In the tone sandhi study, the overall F0 of the derived tone 2 was slightly lower than that of the underlying tone 2. A forced-choice identification test between /tone 2 + tone 3/ and /tone 3 + tone 3/ showed that the derived tone 2 and the underlying tone 2 were perceptually indistinguishable to Mandarin speakers. On the otherhand, concept formation test showed that most Mandarin speakers nonetheless categorized the derived tone 2 as tone 3, although they could be trained to categorize the derived tone 2 as tone 2 (with less consistent performance).

In the Taiwanese place "assimilation" study, EPG measurements showed a noncategorical gestural coarticulation. However, the latency of the second gesture with respect to the first decreased as speech rate increased, so that gestural 'deletion' eventually occurred at faster speech rates. The dental gesture was "deleted" more frequently than the velar gesture. A concept formation test showed that coda /t/ and coda /k/ had different patterns of categorization. As speech rate increased, the dental-velar sequence was categorized as /t/ lessfrequently, and as /k/ more frequently. By contrast, the velar-dental sequence was categorized as /k/ to about the same extent as for the velar-velar sequence. This difference in categorization may be attributed to different patterns of gestural coarticulation in the dental-velar sequence and the velar-dental sequence.

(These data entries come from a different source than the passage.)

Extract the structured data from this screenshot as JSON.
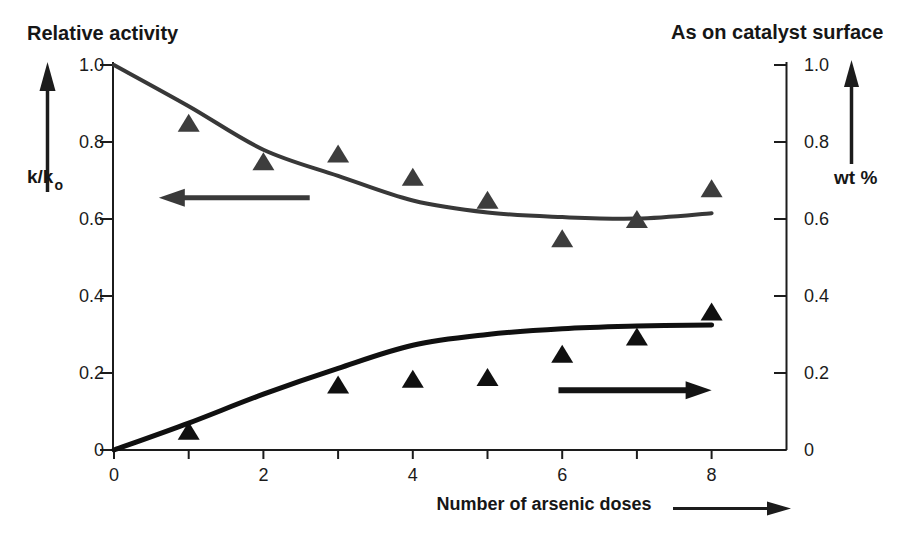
{
  "page": {
    "background": "#ffffff",
    "ink_color": "#1c1c1c"
  },
  "chart_data": {
    "type": "line",
    "grid": false,
    "legend": "none",
    "x_axis": {
      "label": "Number of arsenic doses",
      "range": [
        0,
        9
      ],
      "minor_ticks": [
        0,
        1,
        2,
        3,
        4,
        5,
        6,
        7,
        8
      ],
      "tick_labels": [
        {
          "value": 0,
          "text": "0"
        },
        {
          "value": 2,
          "text": "2"
        },
        {
          "value": 4,
          "text": "4"
        },
        {
          "value": 6,
          "text": "6"
        },
        {
          "value": 8,
          "text": "8"
        }
      ]
    },
    "left_axis": {
      "title": "Relative activity",
      "unit_main": "k/k",
      "unit_sub": "o",
      "range": [
        0,
        1.0
      ],
      "ticks": [
        {
          "value": 1.0,
          "text": "1.0"
        },
        {
          "value": 0.8,
          "text": "0.8"
        },
        {
          "value": 0.6,
          "text": "0.6"
        },
        {
          "value": 0.4,
          "text": "0.4"
        },
        {
          "value": 0.2,
          "text": "0.2"
        },
        {
          "value": 0,
          "text": "0"
        }
      ]
    },
    "right_axis": {
      "title": "As on catalyst surface",
      "unit": "wt %",
      "range": [
        0,
        1.0
      ],
      "ticks": [
        {
          "value": 1.0,
          "text": "1.0"
        },
        {
          "value": 0.8,
          "text": "0.8"
        },
        {
          "value": 0.6,
          "text": "0.6"
        },
        {
          "value": 0.4,
          "text": "0.4"
        },
        {
          "value": 0.2,
          "text": "0.2"
        },
        {
          "value": 0,
          "text": "0"
        }
      ]
    },
    "series": [
      {
        "name": "relative-activity-trend-curve",
        "axis": "left",
        "style": "curve",
        "color": "#383838",
        "stroke_width": 4,
        "points": [
          [
            0,
            1.0
          ],
          [
            1,
            0.893
          ],
          [
            2,
            0.78
          ],
          [
            3,
            0.712
          ],
          [
            4,
            0.648
          ],
          [
            5,
            0.617
          ],
          [
            6,
            0.605
          ],
          [
            7,
            0.601
          ],
          [
            8,
            0.615
          ]
        ]
      },
      {
        "name": "relative-activity-data-points",
        "axis": "left",
        "style": "triangle-markers",
        "color": "#3d3d3d",
        "points": [
          [
            1,
            0.85
          ],
          [
            2,
            0.75
          ],
          [
            3,
            0.77
          ],
          [
            4,
            0.71
          ],
          [
            5,
            0.65
          ],
          [
            6,
            0.55
          ],
          [
            7,
            0.6
          ],
          [
            8,
            0.68
          ]
        ]
      },
      {
        "name": "arsenic-on-surface-trend-curve",
        "axis": "right",
        "style": "curve",
        "color": "#101010",
        "stroke_width": 5,
        "points": [
          [
            0,
            0
          ],
          [
            1,
            0.07
          ],
          [
            2,
            0.145
          ],
          [
            3,
            0.212
          ],
          [
            4,
            0.272
          ],
          [
            5,
            0.3
          ],
          [
            6,
            0.315
          ],
          [
            7,
            0.322
          ],
          [
            8,
            0.325
          ]
        ]
      },
      {
        "name": "arsenic-on-surface-data-points",
        "axis": "right",
        "style": "triangle-markers",
        "color": "#101010",
        "points": [
          [
            1,
            0.05
          ],
          [
            3,
            0.17
          ],
          [
            4,
            0.185
          ],
          [
            5,
            0.19
          ],
          [
            6,
            0.25
          ],
          [
            7,
            0.295
          ],
          [
            8,
            0.36
          ]
        ]
      }
    ],
    "annotations": [
      {
        "name": "points-to-left-axis-arrow",
        "direction": "left",
        "x_tail": 2.62,
        "x_head": 0.6,
        "y": 0.655,
        "color": "#3a3a3a",
        "shaft_width": 5
      },
      {
        "name": "points-to-right-axis-arrow",
        "direction": "right",
        "x_tail": 5.95,
        "x_head": 8.0,
        "y": 0.155,
        "color": "#141414",
        "shaft_width": 6
      }
    ]
  }
}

These results pose difficulties for all current models of phonological and phonetic representations. Models which make a hard and fast separation between (discrete categorical) phonological representationand (continuous) phonetic representation cannot explain the gradualness of the progression from coarticulation to deletion. Models which collapse these two representations into one articulatory representation cannot explain the categorization of the sandhi tone.